Scale
As of September 24, 2002, the Dow Jones Industrial Average had lost 27% of the value it held on January 1, 2001: a total loss of 5 trillion dollars. The Dow Jones had already lost 9% of its peak value at the start of 2001, while the Nasdaq had lost 44%. At the March 2000 top, the sum in valuation of all NYSE-listed companies stood at $12.9 trillion, and the valuation sum of all NASDAQ-listed companies stood at $5.4 trillion, for a total market value of $18.3 trillion. The NASDAQ subsequently lost nearly 80% and the S&P 500 lost 50% to reach the October 2002 lows. The total market value of NYSE (7.2) and NASDAQ (1.8) companies at that time was only $9 trillion, for an overall market loss of $9.3 trillion.
Read more about this topic: Stock Market Downturn Of 2002
Famous quotes containing the word scale:
“There is something in us, somehow, that, in the most degraded condition, we snatch at a chance to deceive ourselves into a fancied superiority to others, whom we suppose lower in the scale than ourselves.”
—Herman Melville (18191891)
“Another armored animalscale
lapping scale with spruce-cone regularity until they
form the uninterrupted central
tail-row!”
—Marianne Moore (18871972)
“The most perfect political community must be amongst those who are in the middle rank, and those states are best instituted wherein these are a larger and more respectable part, if possible, than both the other; or, if that cannot be, at least than either of them separate, so that being thrown into the balance it may prevent either scale from preponderating.”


◆ Task requirements:
Leave the pictures out and reproduce, exactly, the lines from the one with "Is *human face* in this image? If so, where?" through the end of the entries below.

Data supplied Block Start

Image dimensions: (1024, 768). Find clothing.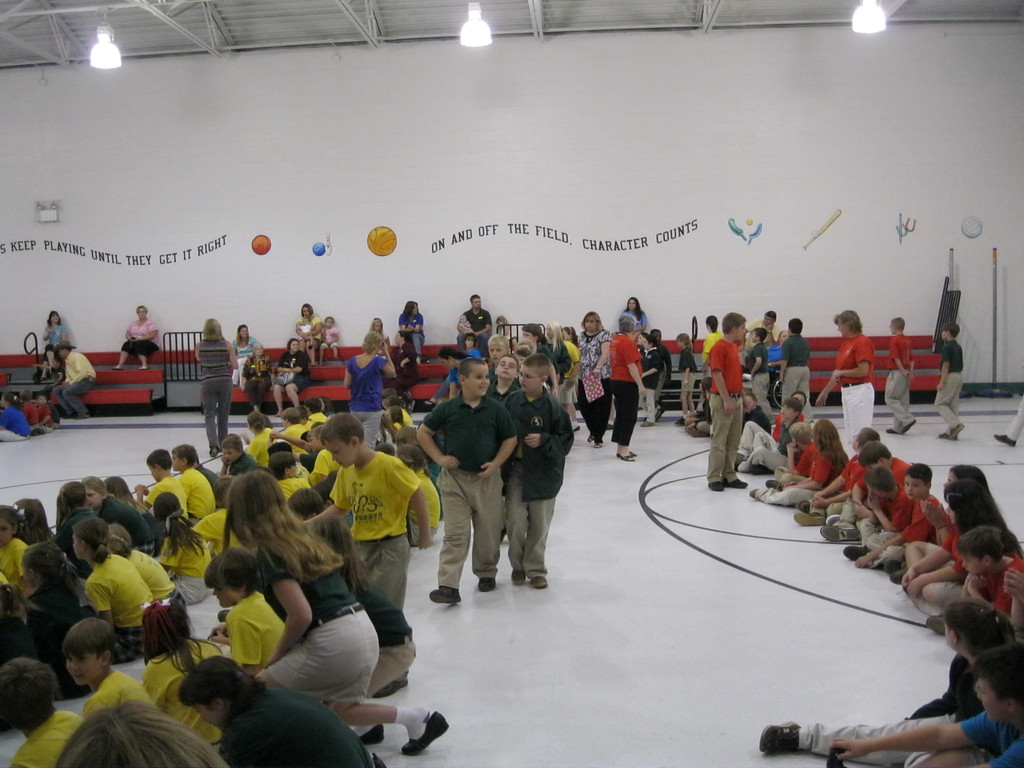
{"left": 47, "top": 320, "right": 62, "bottom": 358}.
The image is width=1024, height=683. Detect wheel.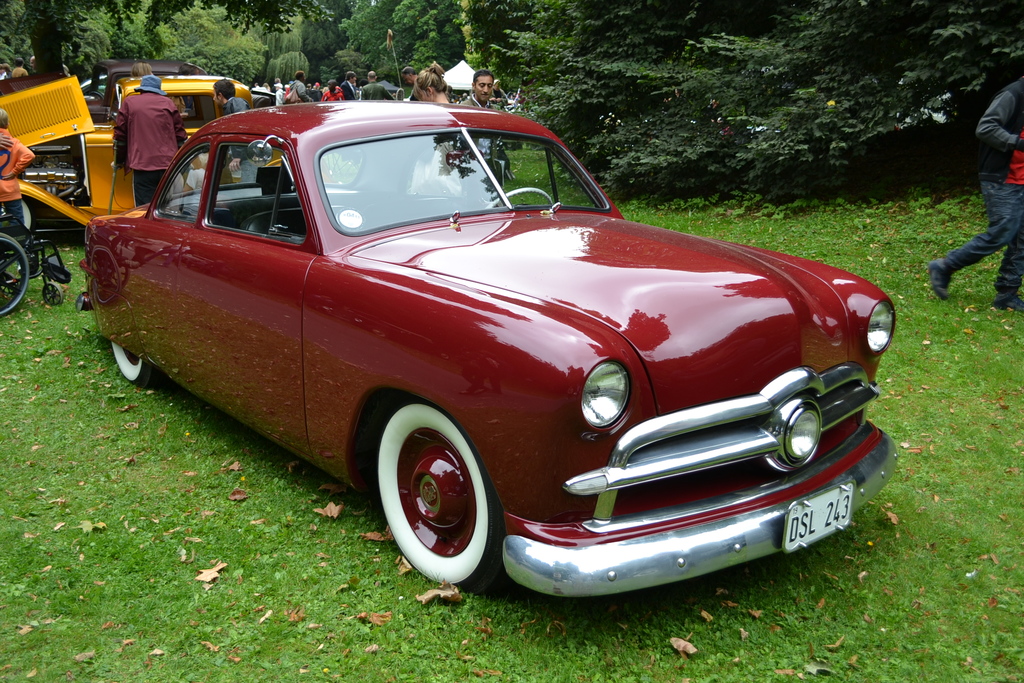
Detection: bbox(0, 226, 35, 320).
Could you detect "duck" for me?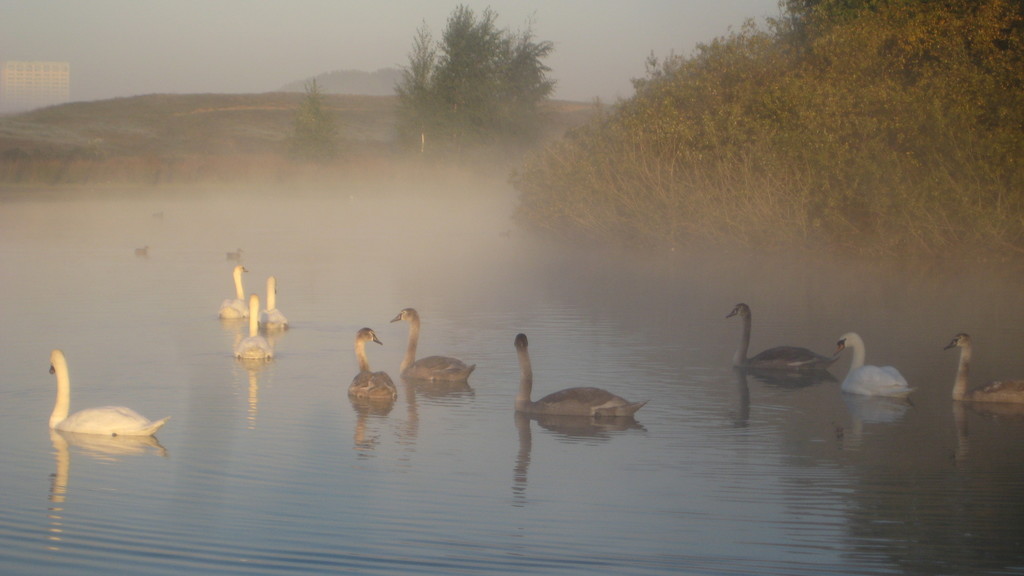
Detection result: x1=844, y1=329, x2=920, y2=401.
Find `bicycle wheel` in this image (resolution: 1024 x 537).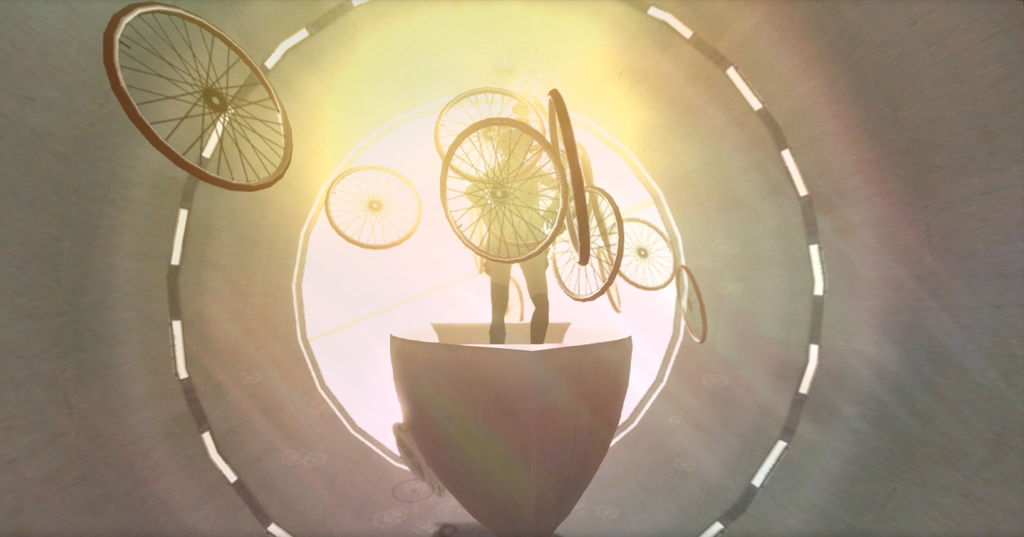
Rect(598, 245, 623, 312).
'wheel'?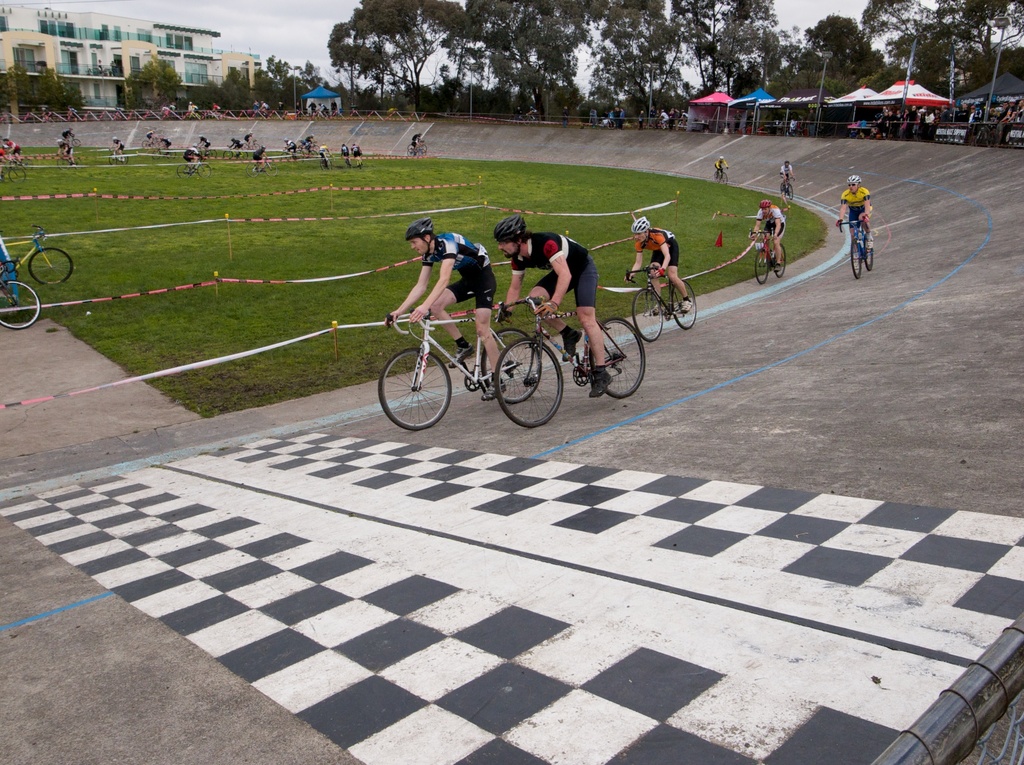
l=175, t=165, r=191, b=179
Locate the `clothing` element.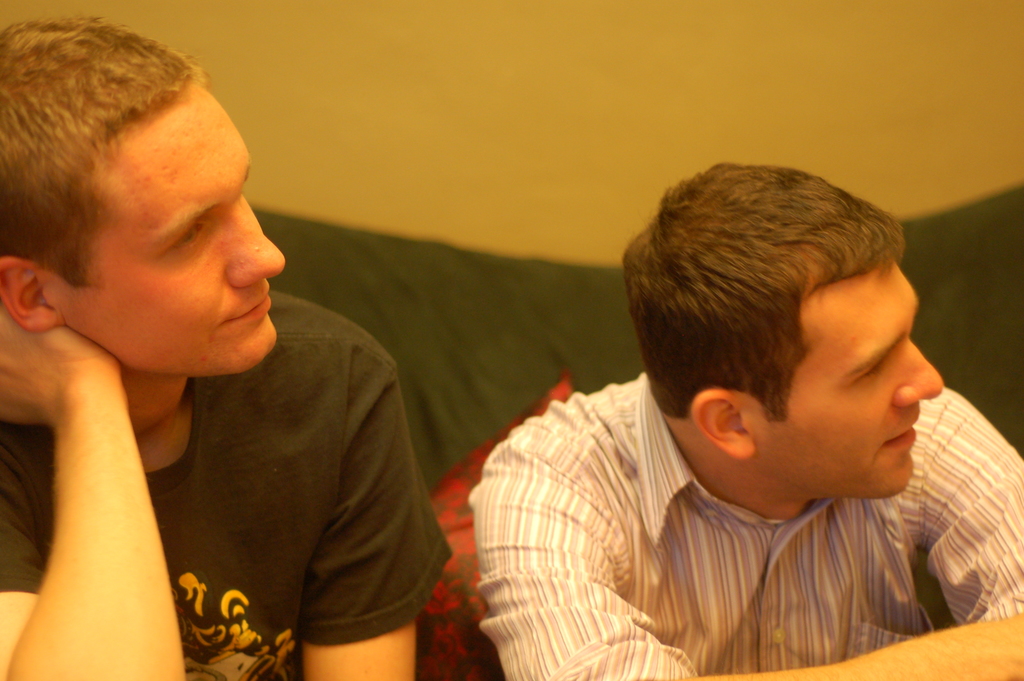
Element bbox: 24,270,436,669.
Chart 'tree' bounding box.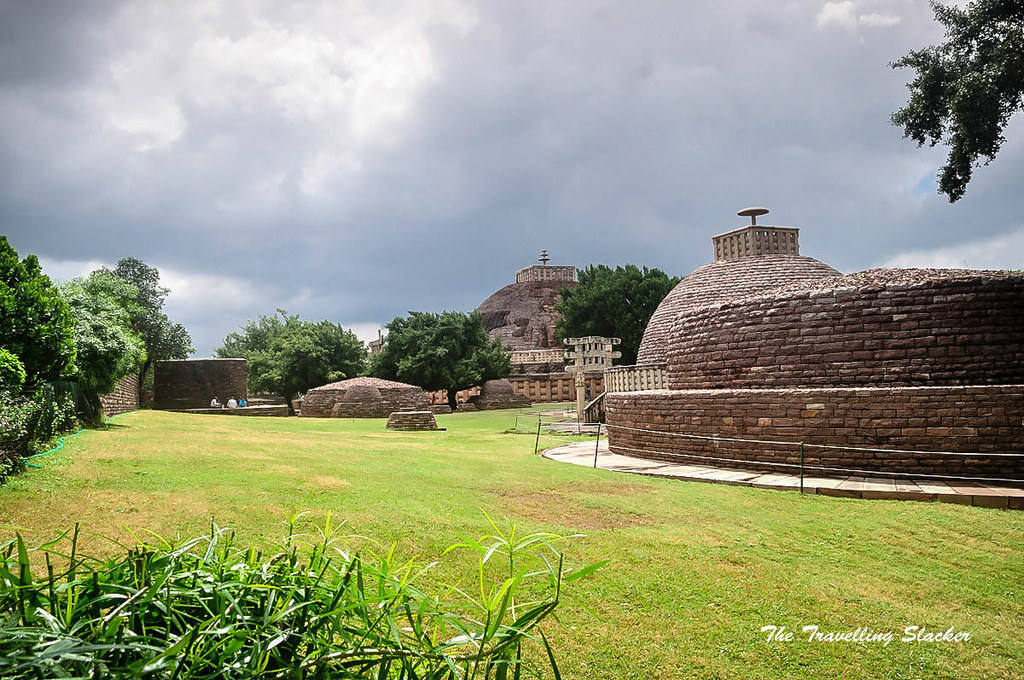
Charted: 546:255:677:371.
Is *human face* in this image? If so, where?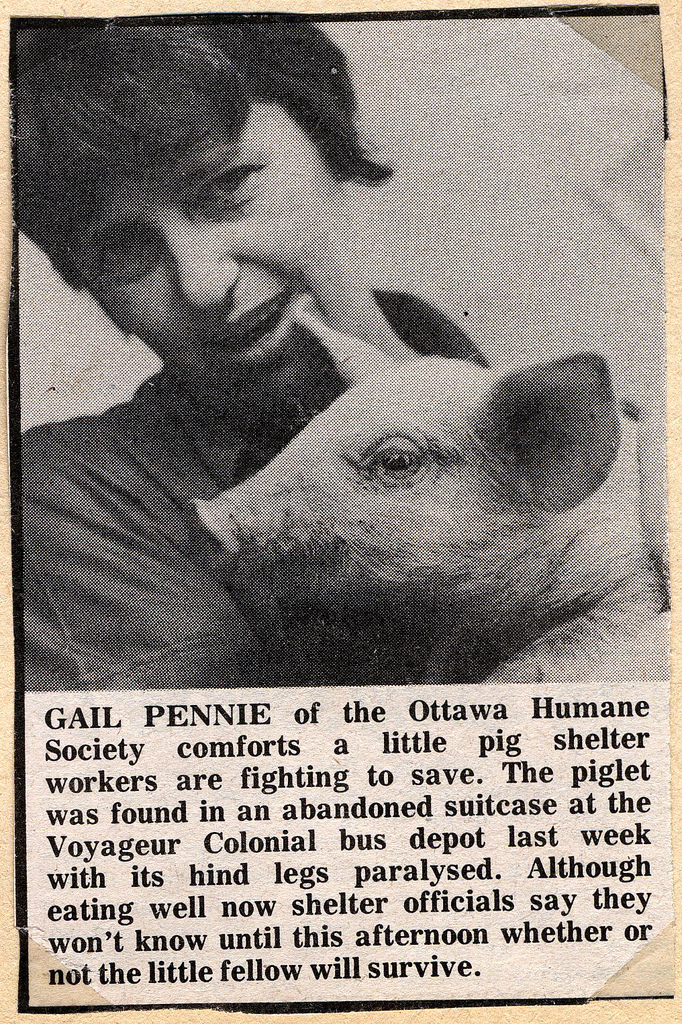
Yes, at select_region(64, 100, 358, 382).
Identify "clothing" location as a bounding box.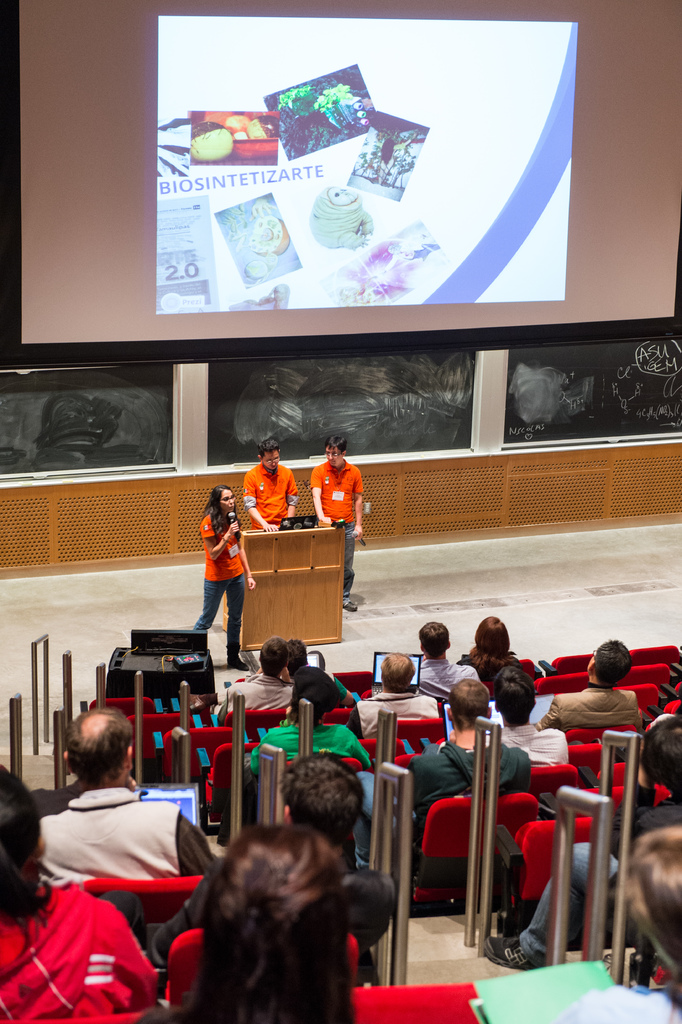
box=[418, 652, 483, 708].
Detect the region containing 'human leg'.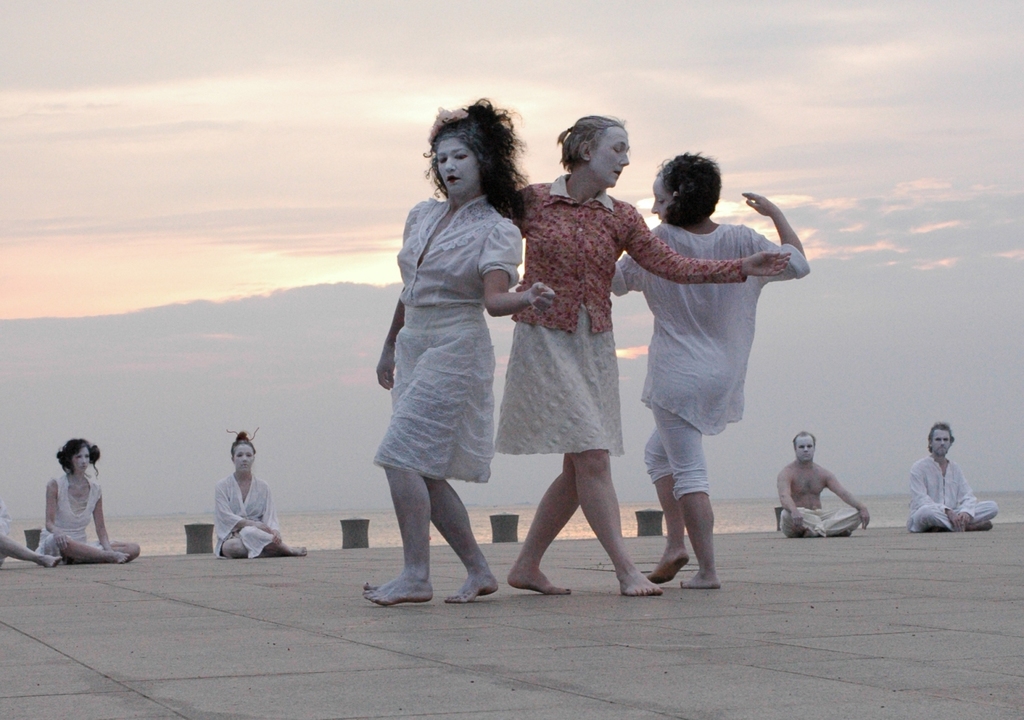
bbox(514, 302, 664, 599).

Data supplied Block End

◆ Answer to the problem:
Is *human face* in this image? If so, where?
Yes, at select_region(64, 100, 358, 382).
Identify "clothing" location as a bounding box.
box=[418, 652, 483, 708].
Detect the region containing 'human leg'.
bbox(514, 302, 664, 599).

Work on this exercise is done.